There are concerns that the CMA could use its power to arbitrarily create bespoke regulations for different companies, making it more difficult for them to comply. But, Cardell said that the principles the Act is based on fit under four themes; firstly, taking a targeted, evidence-based and proportionate approach.
The other themes are ensuring the regime complements the CMA’s existing tools, engaging with various stakeholders, including Big Tech, and promoting competition to deliver better user outcomes. However, choice screens, interoperability, and sideloading can actually worsen the user experience through a phenomenon known as feature creep.

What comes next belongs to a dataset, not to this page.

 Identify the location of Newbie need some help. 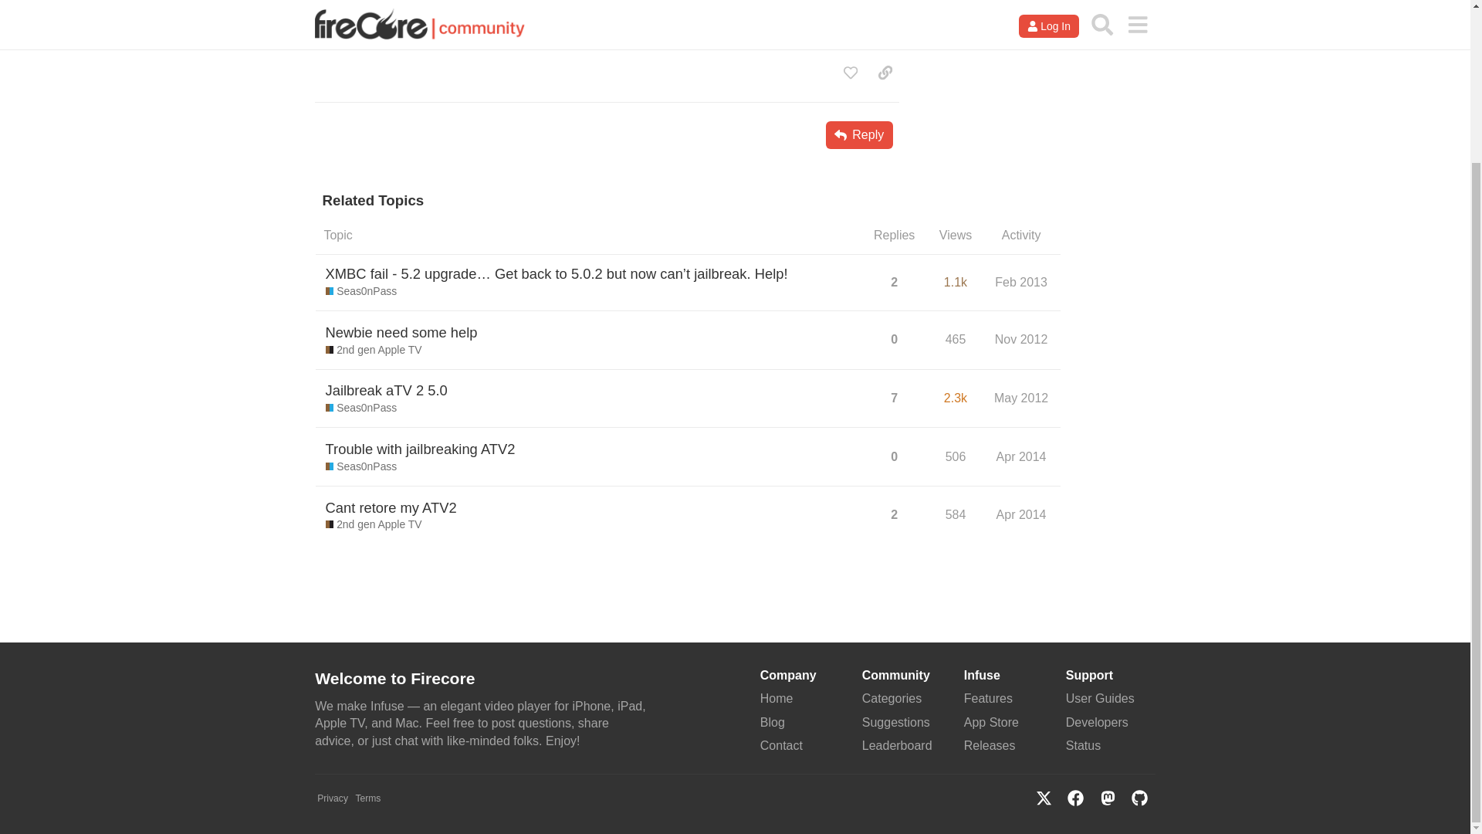
(401, 332).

The Act can prevent any potentially anticompetitive merger where one party has a 33% market share in the U.K. and a turnover of around £350 million, and the target company is U.K.-based. According to law firm Linklaters, “it will be hard in most cases to establish that an acquirer does not have a 33% share on some cut of the market or permutation of supply that the CMA could use to establish jurisdiction.”
In November 2024, the CMA provisionally found competition concerns in the mobile browsers market stemming from Apple and Google’s duopoly. It recommended mitigations that could be imposed under the DMCCA when it comes into force. However, Apple told TechRepublic that such mitigations “would undermine user privacy and security and hinder our ability to make the kind of technology that sets Apple apart.”